Dealing with change wisely lies in being open to the future while salvaging the best of the past. Whatever treasured ways we have practiced over the years, although now less viable, most of them contain an essence, some timeless value we can continue to hold and cherish as we move on. My photographic experience is a case in point.
Digital photography offers immediate feedback. In classical photography, waiting and uncertainty are the signature features of the experience. For example, I see a potential picture. I trip the shutter. But I have no idea what I actually caught on the film. I have only the hope, the possibility. Taking the picture is only the beginning. In the darkroom I wait again for the negative image to emerge from chemicals. It looks ok, but I'm still not sure how it will print out. I then print it. The final image may turn out beautifully or it may be disappointing. In the meantime the task demands of me that I live expectantly, sustaining my hope throughout that something good will emerge but with the caveat that it may not. In either case I won't know for some time.  If I’m disappointed, I pick up and start again. Sooner or later, I know that I'll find what I'm looking for. The art of living expectantly is also a spiritual adventure. You start in the dark before you see the light. 

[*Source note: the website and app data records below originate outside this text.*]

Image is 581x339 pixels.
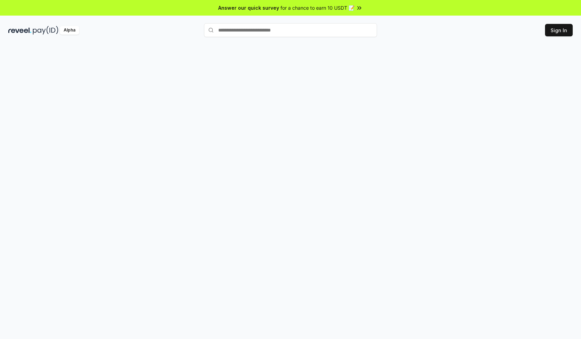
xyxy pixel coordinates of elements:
[218,4,279,11] span: Answer our quick survey
[545,24,573,36] button: Sign In
[33,26,58,35] img: pay_id
[8,26,31,35] img: reveel_dark
[60,26,79,35] div: Alpha
[280,4,354,11] span: for a chance to earn 10 USDT 📝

As in the mystic's meditations, the practitioner of classical photography is continually considering the light and darkness that is falling along his path. She or he looks into the shadows and the highlights for shape, coherence, the meaning communicated as shadows and highlights play off each other.
Things change. As I address the changes I will bring with me some of the precious moments in the darkroom when an image in the developer emerged from darkness into light and I yelled, "yes, yes" because I knew I had found just what I had been looking for. For this old dog, my memories of the magic in those old tricks will be a treasured part of me as I move on in a changing world.